I think its pretty obvious that NEETs are very much in denial, or have no access to, the mental healthcare they need. We also need to accept that a lot of people on the autism spectrum will end up as NEET-like and there's probably nothing to be done about it.

2 comments

I would probably be a NEET (or barely E-human) if it wasn't for SSRIs, despite being a (I think) competent programmer who wrote code since being 13 years old. Medication lets me manage my disdain for what a typical human like me has to do to earn their bread - mostly pointless, mostly useless (or even socially harmful, hello ad world) stuff. I'm in tech, but I know some people who are close to being NEET and are on the more "artsy" side. I suspect some of that comes from lack of mental strength to handle the reality that you need to suck it up and waste 1/2 of your day, every day, doing stuff of dubious value, in order to stay a respectable (and fed) human being.

(In case you think this is just laziness, it's not - look at the hobby craft world. People can do a lot of hard, difficult work, as long as they have any say in what they do. It seems that a lot of people crave more autonomy now.)
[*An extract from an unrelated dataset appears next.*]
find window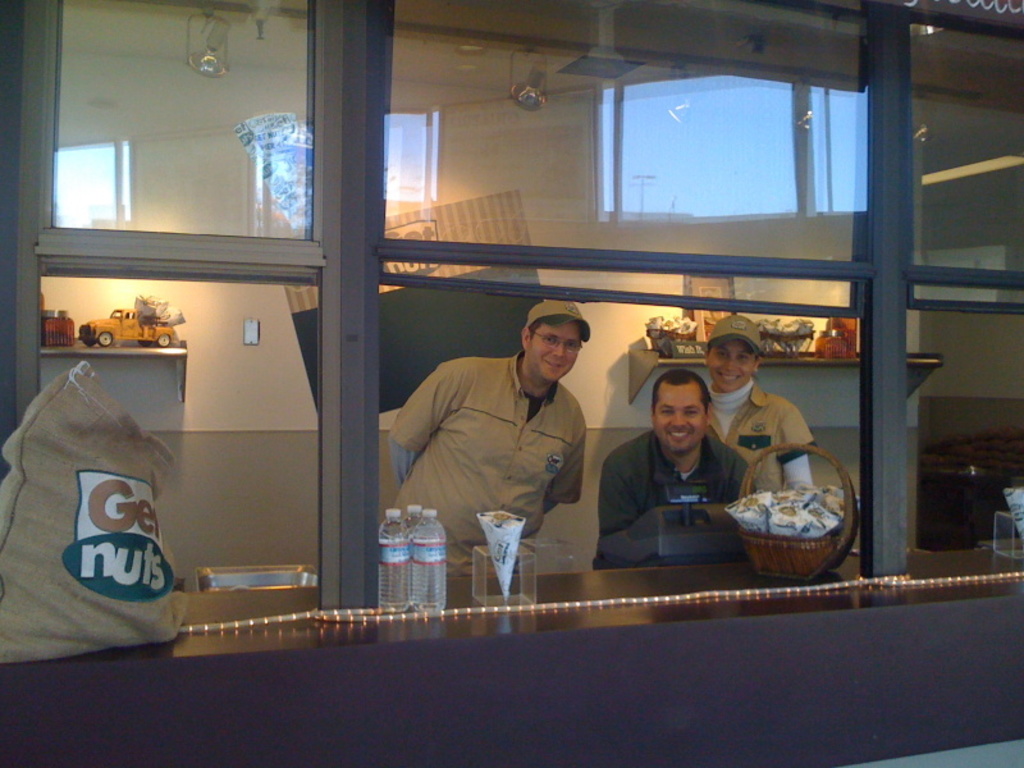
bbox(380, 268, 869, 605)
That's why I'm hopeful about basic income idea - it seems like a way to give more autonomy to people who do not have the grit to fight for it on the job market. A way to channel this untapped productivity.

Indeed, but I think also the mental strength tends to get sapped when the thing you're doing is pointless and/or socially harmful. Some people may delude themselves into thinking that their work is worthwhile even when it isn't. It's generally easier to live life when you think you're doing the right thing and everything makes sense.
Truly, "NEET" is a mental health issue in almost every case; when you look at it carefully it seems like a terrible way to live. Being utterly disconnected from your peers and potential social contacts is just not good for the human animal.
I came from a comment on a more recent story[0] so I realize I am a bit late, but what about being a NEET implies social disconnection? I believe you're thinking of shut-ins or hikkikomori[1] if you want to keep in line with the parlance. NEET can simply mean someone is unemployed or "between jobs" as you will, which my undergraduate microeconomics courses told me is a normal occurence (cyclic economies, employer/employee mismatches over time). Whether they get money from the government or live off their family, plenty of my peers during bouts of unemployment would still go out.

I realize it's colloquial to continue the bastardization of NEET to mean someone who has withdrawn from society, though I feel the nuance requires particular attention especially if we're attempting to diagnose problems and propose solutions. Indeed there may be overlap, but what can be said for one set may not be true of another even if one is a subset of the other.